Preliminary objections: jurisdiction and subject matter of the dispute

Jurisdiction is a matter that is dealt with separately from the merits of the case, that is, the actual question(s) at hand. The Court only as authority to decide case if states have signaled their consent in any shape or form. Bolivia brought the case under the ’American Treaty on Pacific Settlement‘, also called the ‘Pact of Bogota’, from 1948. As the name suggests, the treaty provides obligations to settle disputes among the American states peacefully. Article XXXI of said treaty provides for automatic recognition of the jurisdiction for the ICJ in case of a legal dispute. In the international law environment, that is quite a sweeping provision for sovereign states to agree to. However, Chile objected to the Court’s taking up of the case. As a preliminary objection, it argued that Article VI of the Pact of Bogota precluded the Court from taking up the case. The matter underlying Bolivia’s claim – territorial access to the Pacific – was already settled by the 1904 Treaty between Bolivia and Chile. So Bolivia’s case was not really about an obligation to negotiate. The Court, according to Chile, did not have jurisdiction because of the real subject matter, and because it was already settled.

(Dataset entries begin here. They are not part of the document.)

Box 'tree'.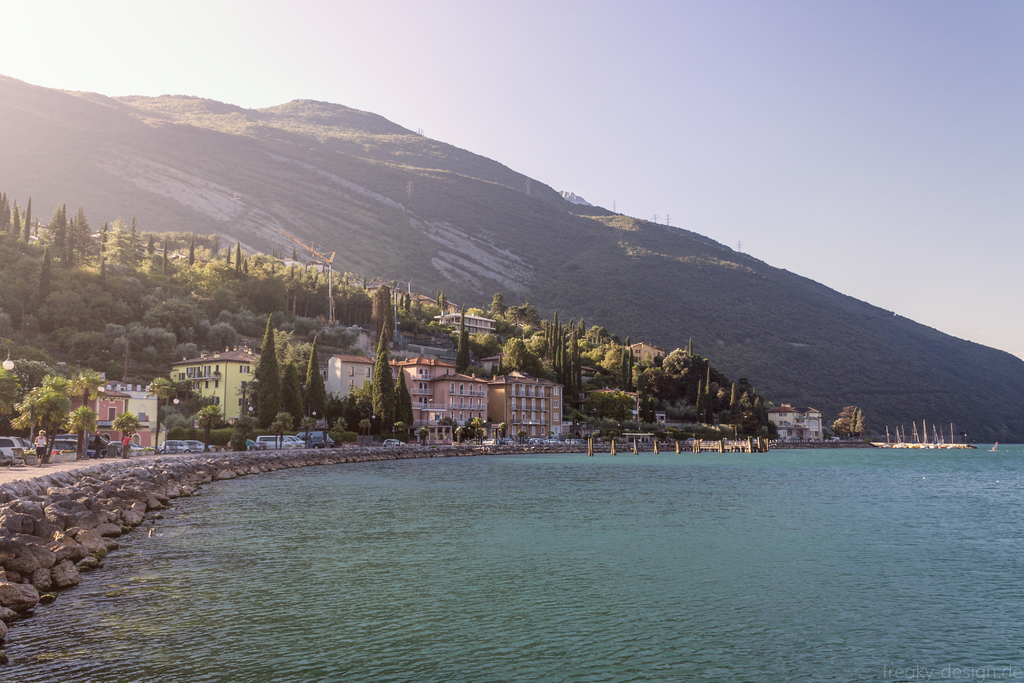
select_region(0, 234, 36, 342).
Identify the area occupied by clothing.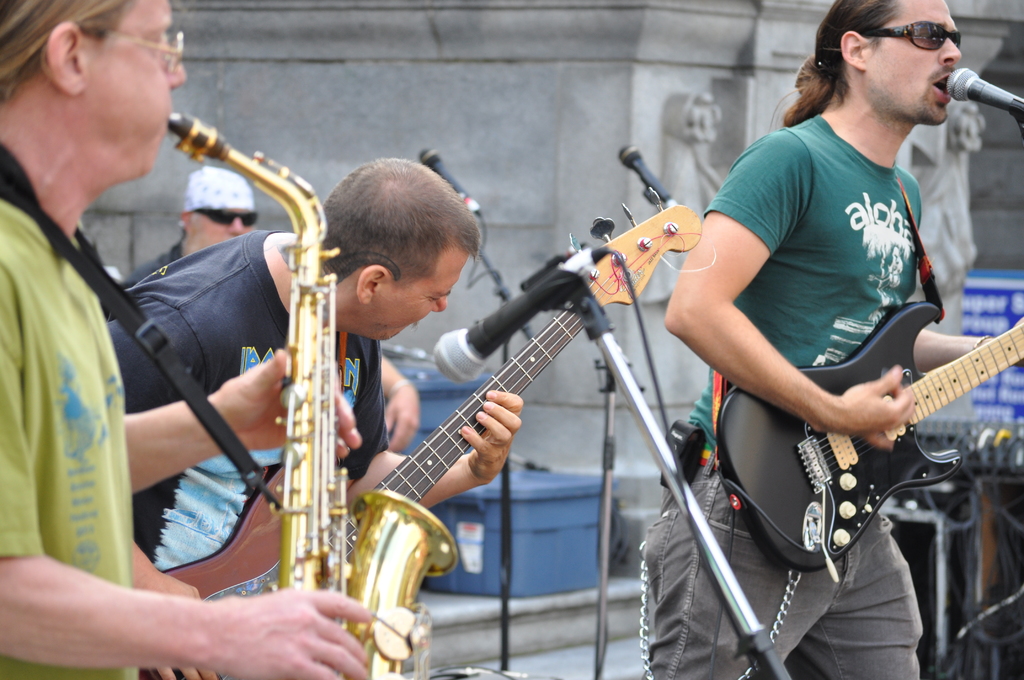
Area: (643, 113, 925, 679).
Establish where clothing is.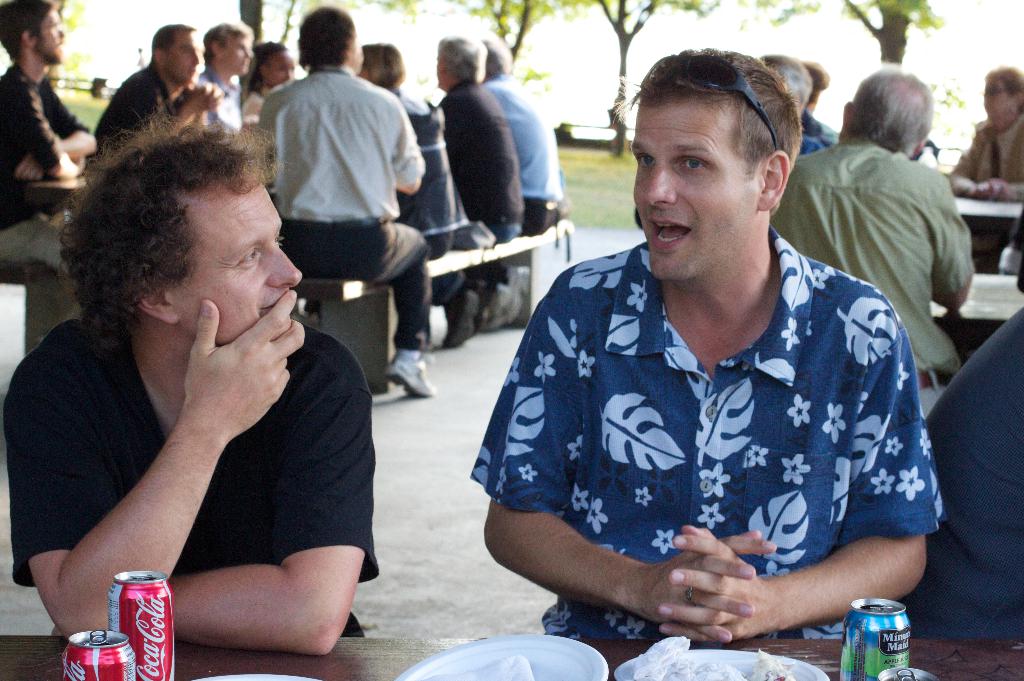
Established at <region>79, 58, 199, 172</region>.
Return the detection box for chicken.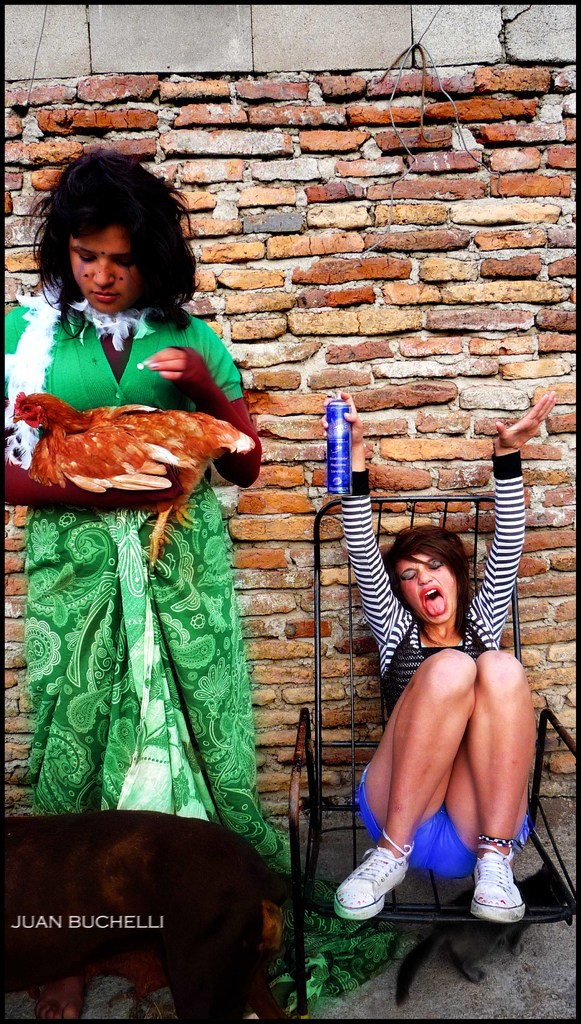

The Court’s decision on jurisdiction

It is not unusual for the Court to take a narrow view of a case. In this case, the Court did not look at the underlying goal of Bolivia or even the 1904 treaty. Instead, it just focused on the first part of the question asked by Bolivia. Does there exist an obligation to negotiate, and if so, has Chile violated it? Bolivia had only offered ’agreements, diplomatic practice and…declarations’ between 1904 and 2012. But even that did not need to be investigated for the Court to assume jurisdiction. So in September 2015, it did conclude that the Court has jurisdiction, and the case can proceed to the next stage, the merits. In my humble opinion, this is what you get with such a broad provision as Article XXXI of the Pact of Bogota. No wonder that, for instance, the United States is not a part to the treaty.

In the course of 2017, the Court will receive the written arguments from Bolivia and Chile. Hearings will probably be scheduled in 2018, and a decision will not see the light of day until 2019. Welcome to peaceful international adjudication. It is better than war.